Hisham and Sayed are two brothers who work as Soyas, car attendants in a garage building in Heliopolis. They are responsible for around one hundred cars. Only ten of those cars are parked in the building’s tiny garage. For the remaining cars, the soyas are responsible for finding parking spots along the same streets as well as keeping the cars in their charge clean every day.
In the past, Ali Mahmud Street was full of villas just like most of Cairo streets. But at the beginning of the nineties, villa owners converted their homes into housing plots. On average, Egyptian buildings have five floors. If each floor was to have two apartments, and each apartment had at least two cars, it would be impossible for the cars of the residents of a certain building to be parked around their building. That’s where people like Hisham and Sayed comes in.
Now Ali Mahmud Street has two lanes with a pavement in the middle. It’s always packed with parked cars on both sides of each lane, which now makes it a four line street with parked cars.
Sayed arrived to Ali Mahmud Street from his hometown, Al Mahala, a town in Al gharbyya governorate, north of Egypt before his brother. He used to work in a dye house where he got a severe allergy from the chemicals used that developed later to asthma.
“I was making good money,” Sayed said. “But I was losing my health.”
Unlike most of the people in his village, Sayed was not into farming. When he was invited by his cousin to work with him in a garage in Cairo, Sayed jumped at the chance and he left to Cairo in 2001.Two years later when Sayed’s cousin went into military service, so he asked his brother Hisham to come and work with him at the same garage.

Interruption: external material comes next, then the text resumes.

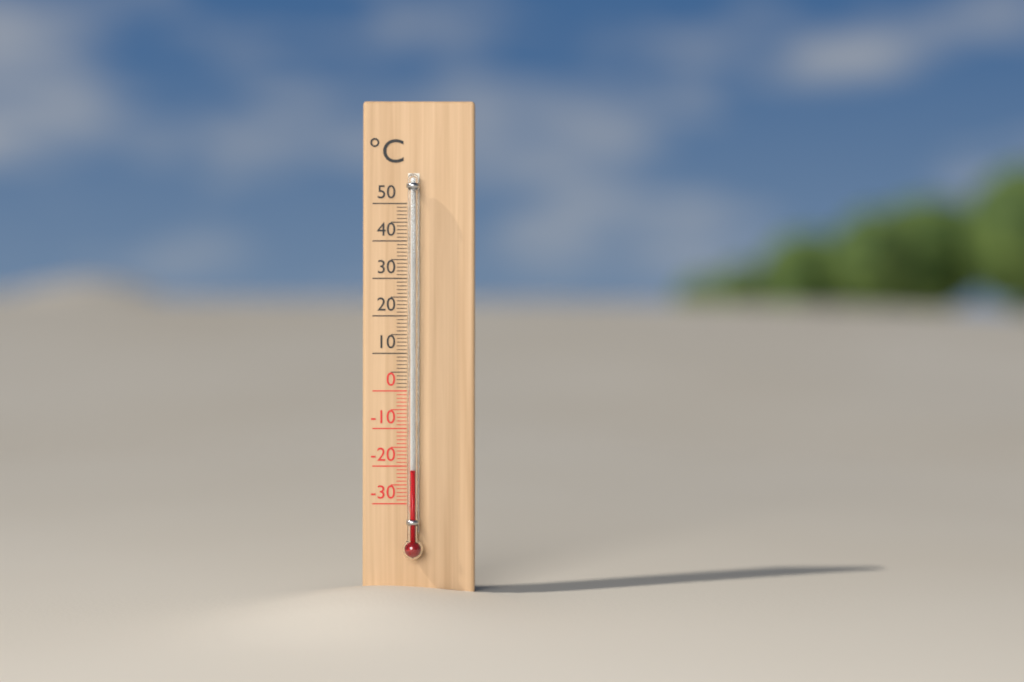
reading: -21 °C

Both Hisham and Sayed come from a family that consists of four brothers and two sisters. Following family tradition, the eldest of boys goes to school while the rest work as farmers. Sayed as the eldest went to school for eight years and earned a diploma in handicraft, Hisham and his siblings, however, didn’t go to school at all. In Hisham national identification, the profession section says, labor.

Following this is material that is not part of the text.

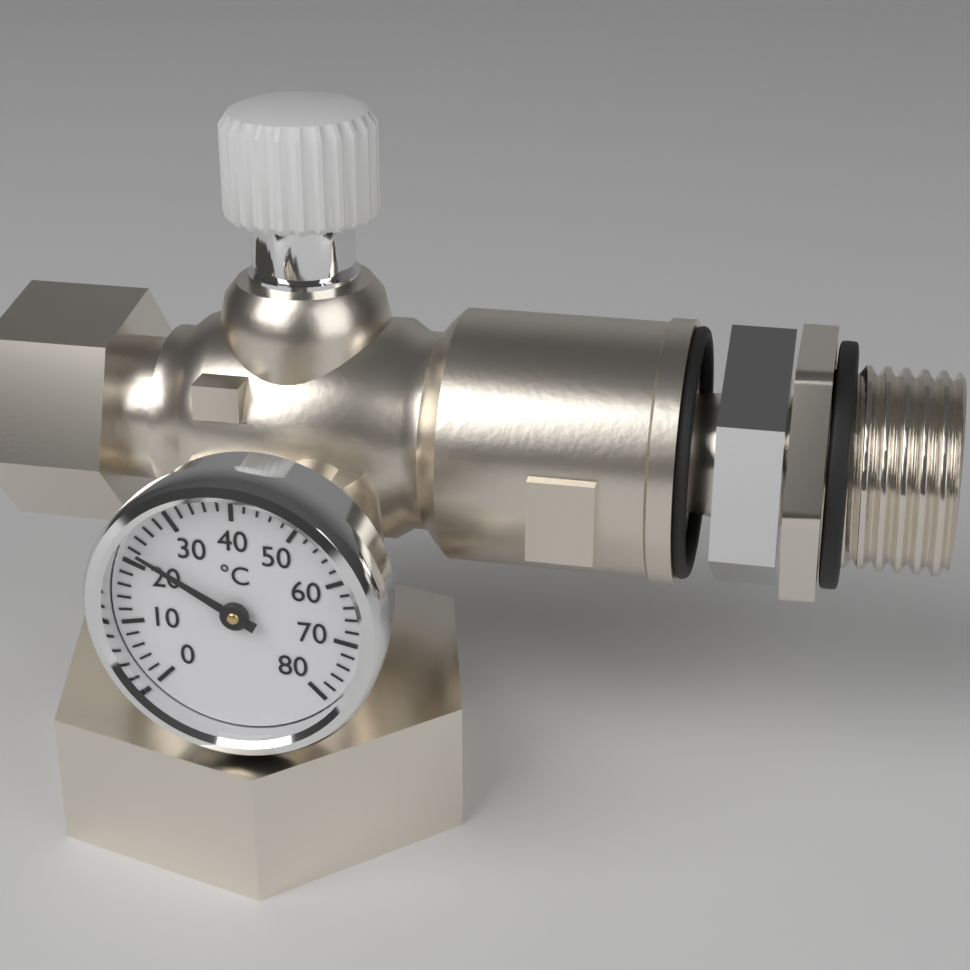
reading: 22 °C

“I cannot read or write but its ok its not necessary at my work as a Sayes.” Hisham said.
While unschooled in book learning, Hisham was knowledgeable when it came to cars. He worked as a mechanic to a car valet.
“It’s a tiring job,” Hisham admit. “But it’s worth the money paid.”

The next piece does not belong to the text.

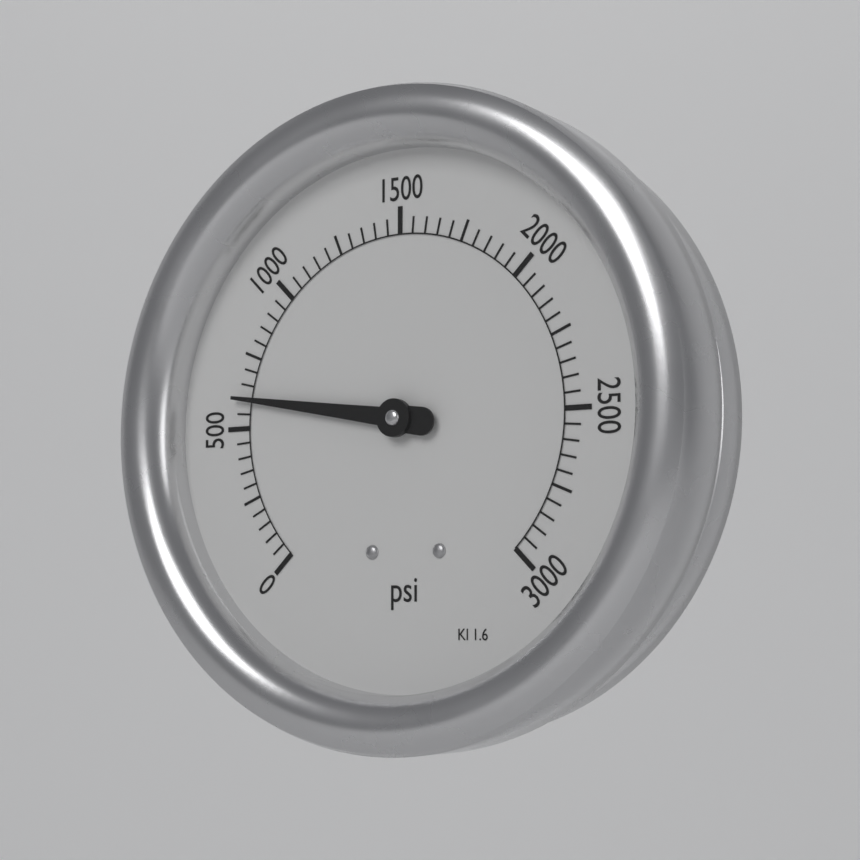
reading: 600 psi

For the ten cars parked inside the garage, the owner of the garage, who hired Hisham and Sayed, takes hundred pounds a month for each car. Then, it’s the brothers’ job to have a deal with the car owner to pay them more than a hundred pounds a month. When a new client ask them how much he would pay if he hired them as his Sayes they just give him a number according to the car model.
“So not all car owners pay the same, the monthly payments ranges from 130 to 160 pounds per month, what is over hundred we take it” Saied said. “ I cannot take from a Fiat owner the same money the BMW owner will pay.”
As for the cars they park in the street, the car owners pay 40 pounds per month per car. Twenty pounds go to the garage owner and twenty goes to Hisham and Sayed.
“Although these cars park in the street, they first arrive to the garage entrance corridor and they stay there till we take them one by one and find places for them in the street,” Hisham and Sayed said.
Hisham and Sayed depends more on tips especially in occasions like the Eid and Ramadan. Their clients give them from 50 to one hundred pounds each as Eidya.
“After hard work and sleepless nights we feel rewarded, and we feel that our clients appreciate our work.”